One of the things I learned early in life growing up on Cabin Creek in central West Virginia is that if you don’t take on a bully right from the start, his bullying will only get worse. Russian President Vladimir Putin has shown himself to be a bully on a global scale. President Biden’s ban on Russian energy imports into the United States is the right move, and I applaud him for joining with Sen. Joe Manchin (D-W.Va.) and his bipartisan colleagues in the Senate to stop funding the Russian regime as they continue to attack innocent Ukrainians.

Banning Russian energy imports, however, will mean that the United States is now faced with a deficit of energy resources, because approximately 8 percent of our oil has been imported from Russia. The need to ramp up domestic energy production is clear. But that shouldn’t mean we have to throw away decades of progress in dramatically reducing greenhouse gas emissions in the United States. In my view, this provides us with an opportunity to expand traditional jobs in the energy industry and take significant strides to meet the challenge of reducing carbon dioxide emissions while we do so.
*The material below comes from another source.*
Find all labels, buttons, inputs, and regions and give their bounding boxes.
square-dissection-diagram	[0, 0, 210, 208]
The passage of the bipartisan Infrastructure Investment and Jobs Act last year included noteworthy funding to build out the infrastructure needed to deploy carbon capture and storage (CCS) technology on a commercial scale. CCS technology — that is, capturing carbon dioxide at the source, compressing it for transportation and then injecting it into a rock formation for permanent storage — can significantly reduce greenhouse gas emissions and could be the key component of an enduring, reliable fossil fuel-based electricity grid. It is the principal means for reducing carbon emissions from coal-based generating plants, which currently account for roughly one-third of total U.S. carbon dioxide (CO2) emissions.
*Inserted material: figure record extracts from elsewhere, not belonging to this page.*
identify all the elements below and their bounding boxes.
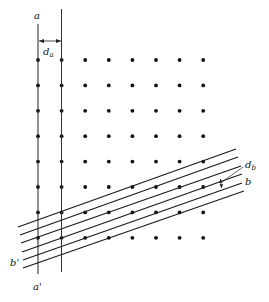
label-b-prime: b': [10, 257, 19, 268]
lattice-point: [107, 58, 111, 62]
lattice-point: [154, 236, 158, 240]
lattice-point: [178, 160, 182, 164]
lattice-point: [131, 84, 135, 88]
lattice-point: [201, 211, 205, 215]
label-a-prime: a': [33, 281, 42, 292]
lattice-point: [107, 185, 111, 189]
label-db: db: [245, 159, 256, 172]
lattice-point: [83, 185, 87, 189]
lattice-point: [131, 134, 135, 138]
lattice-point: [178, 236, 182, 240]
lattice-point: [178, 84, 182, 88]
lattice-point: [178, 109, 182, 113]
lattice-point: [107, 84, 111, 88]
lattice-point: [83, 109, 87, 113]
lattice-point: [178, 134, 182, 138]
da-spacing-arrow: [39, 39, 61, 43]
lattice-point: [83, 58, 87, 62]
lattice-point: [201, 236, 205, 240]
lattice-point: [107, 160, 111, 164]
lattice-point: [131, 109, 135, 113]
plane-b-lines: [18, 149, 244, 268]
label-b: b: [245, 176, 251, 187]
lattice-point: [131, 58, 135, 62]
lattice-point: [107, 109, 111, 113]
lattice-point: [131, 236, 135, 240]
lattice-point: [201, 109, 205, 113]
lattice-point: [154, 109, 158, 113]
lattice-point: [178, 58, 182, 62]
lattice-point: [154, 160, 158, 164]
lattice-point: [83, 84, 87, 88]
lattice-point: [201, 134, 205, 138]
lattice-point: [83, 134, 87, 138]
lattice-point: [154, 58, 158, 62]
lattice-point: [154, 134, 158, 138]
lattice-point: [201, 58, 205, 62]
label-da: da: [43, 46, 54, 59]
lattice-point: [154, 84, 158, 88]
plane-b-line: [21, 166, 241, 243]
lattice-diagram: a da a' db b b': [0, 0, 269, 302]
lattice-point: [131, 160, 135, 164]
label-a: a: [34, 10, 40, 21]
lattice-point: [83, 160, 87, 164]
lattice-point: [107, 134, 111, 138]
plane-b-line: [23, 191, 244, 268]
lattice-point: [201, 84, 205, 88]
Most importantly for United Mine Workers of America (UMWA) members, their families and their communities, CCS deployment on a wide scale would mean jobs for decades instead of just a few more years. It could return employment to coalfield communities that have been faced with dramatic job losses and economic ruin over the past decade. It would give communities the means to rebuild their infrastructure, their schools and health care systems. It would mean they could afford to rehire first-responders and make their communities safer.

This opportunity to increase domestic energy production should be joined by an even more aggressive build-out of CCS infrastructure and corresponding tax incentives for utilities that apply CCS technology to their power plants. And we must give those utilities a reasonable timeline to get that done.

We can fix our energy issues internally while still addressing climate change. Let’s lower greenhouse gas emissions while preserving traditional energy jobs by more rapidly deploying CCS technology. I call on Congress to take immediate steps, as it considers how to tackle our energy challenges, to incorporate a faster transition to CCS for coal-powered utilities. Developing CCS technologies in the United States, and demonstrating their technical and economic feasibility, will be essential to efforts to stabilize greenhouse gas concentrations globally.

And while we are at it, let’s create incentives to bring back steel and other metal fabrication to the United States. Right now, we ship millions of tons of metallurgical coal overseas to produce the steel that ultimately gets shipped back to our shores. We should bring those jobs home by offering incentives to these industries to produce steel on American soil.

We have a real chance to develop a more domestically sustainable economy in our nation by meeting everyone’s goals.

Cecil E. Roberts is president of UMWA International. A sixth-generation coal miner, he has been president of the union since 1995.